I'll be sticking with Studio 60 for as long as NBC wants to run it, because it does hit some highs between the lows, and because there aren't too many other shows this fall that are calling me back. The Nine, like I mentioned earlier, has me pinned for now, and Heroes, I'm really enjoying. I'll keep watching The Class and 30 Rock because I'm starving for sitcoms, and those two are reasonably funny and quirky. But I've already decided I can live without Jericho and Ugly Betty, even though their networks have picked them up for full seasons. And the networks have saved me some time by giving up on the likes of Smith, Kidnapped, and Justice, either by canceling them outright or sticking them in untenable timeslots.

So all in all, this wasn't the best crop of new fall TV. At least Lost, Veronica Mars, The Office, My Name Is Earl, and How I Met Your Mother are staying strong, and even Gilmore Girls and Desperate Housewives have been improving lately. There's still more decent TV to watch than time to watch it, by and large.

Now bring on the game shows!

Keith: I guess more-decent-TV-to-watch-than-time-to-watch-it is a fair enough gauge for the health of the medium. Well, that and the slow, steady decline of reality shows.

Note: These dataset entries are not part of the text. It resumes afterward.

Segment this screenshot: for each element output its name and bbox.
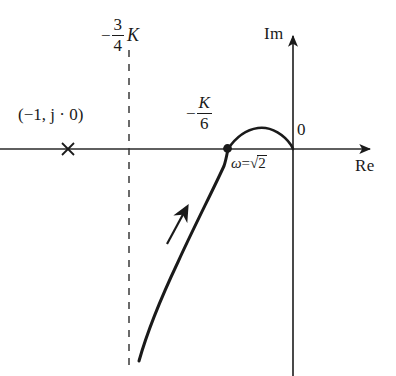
crossing-numerator: K (197, 94, 212, 112)
crossing-fraction: K6 (197, 94, 212, 133)
asymptote-denominator: 4 (112, 37, 125, 55)
crossing-value-label: −K6 (186, 95, 212, 134)
radicand-value: 2 (257, 155, 267, 171)
nyquist-curve-upper-arc (228, 128, 293, 149)
asymptote-gain-symbol: K (127, 26, 139, 44)
crossing-denominator: 6 (197, 115, 212, 133)
origin-label: 0 (297, 121, 306, 138)
real-axis-label: Re (355, 157, 374, 174)
imaginary-axis-label: Im (264, 25, 283, 42)
omega-equals-sign: = (242, 155, 250, 171)
asymptote-value-label: −34K (101, 17, 139, 56)
asymptote-minus-sign: − (101, 27, 111, 44)
omega-symbol: ω (231, 155, 242, 171)
critical-point-label: (−1, j · 0) (18, 106, 83, 123)
asymptote-numerator: 3 (112, 16, 125, 34)
crossing-minus-sign: − (186, 105, 196, 122)
nyquist-figure: −34K −K6 (−1, j · 0) Im Re 0 ω=√2 (0, 0, 396, 376)
axis-crossing-dot (223, 144, 232, 153)
curve-direction-arrow-icon (167, 207, 187, 244)
nyquist-plot-svg (0, 0, 396, 376)
asymptote-fraction: 34 (112, 16, 125, 55)
square-root-group: √2 (250, 154, 267, 171)
nyquist-curve-lower-branch (139, 149, 228, 361)
frequency-annotation-label: ω=√2 (231, 154, 267, 171)
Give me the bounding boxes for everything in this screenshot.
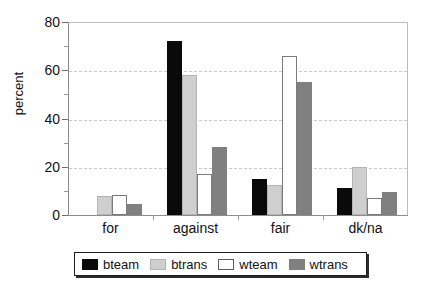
y-tick-label: 60	[20, 62, 60, 78]
y-axis-title: percent	[11, 44, 26, 144]
bar-wtrans-fair	[297, 82, 312, 215]
bar-btrans-for	[97, 196, 112, 215]
bar-btrans-fair	[267, 185, 282, 215]
legend-label-bteam: bteam	[103, 257, 139, 272]
bar-group	[239, 22, 324, 215]
x-tick-label-dk-na: dk/na	[321, 220, 411, 236]
legend-swatch-btrans	[150, 259, 166, 270]
legend-swatch-wtrans	[289, 259, 305, 270]
y-tick-label: 80	[20, 14, 60, 30]
chart-legend: bteambtranswteamwtrans	[74, 252, 367, 276]
bar-wteam-fair	[282, 56, 297, 215]
bar-wteam-against	[197, 174, 212, 215]
legend-swatch-bteam	[82, 259, 98, 270]
bar-wtrans-for	[127, 204, 142, 215]
x-tick-separator	[238, 215, 239, 220]
bar-bteam-dk-na	[337, 188, 352, 215]
legend-entry-wtrans[interactable]: wtrans	[289, 257, 359, 272]
bar-group	[324, 22, 409, 215]
bar-btrans-against	[182, 75, 197, 215]
bar-wtrans-dk-na	[382, 192, 397, 215]
legend-entry-wteam[interactable]: wteam	[218, 257, 288, 272]
y-tick-label: 20	[20, 159, 60, 175]
bar-wteam-dk-na	[367, 198, 382, 215]
legend-label-btrans: btrans	[171, 257, 207, 272]
legend-label-wteam: wteam	[239, 257, 277, 272]
x-tick-label-fair: fair	[236, 220, 326, 236]
bar-group	[69, 22, 154, 215]
bar-bteam-fair	[252, 179, 267, 215]
bar-chart: percent 020406080 foragainstfairdk/na bt…	[0, 0, 422, 285]
legend-entry-bteam[interactable]: bteam	[82, 257, 150, 272]
bar-bteam-against	[167, 41, 182, 215]
bar-group	[154, 22, 239, 215]
x-tick-separator	[323, 215, 324, 220]
bar-btrans-dk-na	[352, 167, 367, 215]
x-tick-label-against: against	[151, 220, 241, 236]
y-tick-label: 40	[20, 111, 60, 127]
x-tick-label-for: for	[66, 220, 156, 236]
bar-wteam-for	[112, 195, 127, 216]
bar-wtrans-against	[212, 147, 227, 215]
plot-area	[68, 22, 408, 215]
legend-entry-btrans[interactable]: btrans	[150, 257, 218, 272]
y-tick-label: 0	[20, 207, 60, 223]
x-tick-separator	[153, 215, 154, 220]
legend-label-wtrans: wtrans	[310, 257, 348, 272]
legend-entries: bteambtranswteamwtrans	[82, 257, 359, 272]
legend-swatch-wteam	[218, 259, 234, 270]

As for me, I'm sticking with Heroes, Studio 60 (almost out of spite), and 30 Rock, from the new shows. I liked Ugly Betty, but I've already pegged it as this year's Everybody Hates Chris: a totally decent show that I probably will never watch again. I will probably keep on watching Friday Night Lights until the plug gets pulled, although I'm tempted to bail early so as not to get too attached. Then there are all the favorites from past seasons. Man, when did we start watching so much television? And when do you know when it's time to stop?

Noel: Well, for me, I think I'm rebelling against the modern trend toward judging every show on an episode-to-episode basis—something I find really annoying when it comes to my favorites, like Lost—by taking a wait-and-see attitude toward new series, and giving them a few weeks to reveal what they're going to be. But honestly, as disappointed as I am that Smith got cancelled, do I miss it? Not really. There isn't a single new show from this season—not even Heroes—that it would hurt me never to see again, the way it would hurt me if Lost or Veronica Mars went away. (Although I do have a lot of fondness for that 30 Rock, I have to say.)

And looking across my collections of TV-on-DVD, I see favorites like Columbo, News Radio, The Simpsons, and The Andy Griffith Show—and I see shows I haven't gotten around to watching yet, like The Wire and Big Love—and I wonder why I even bother looking for new TV to fall in love with every fall. It's not like I don't have better things to do, or even to watch.

Maybe it's because I'm a TV addict from way back, and I know that having a lasting relationship with a TV show can be more satisfying than just about any other kind of entertainment, outside of a good book. To quote The Simpsons, "They've given you countless hours of free entertainment. If anything, you owe them."

On the other hand, we all know the next line, don't we?

Missed part one or part two of this dialogue covering the new TV shows? Just follow the links.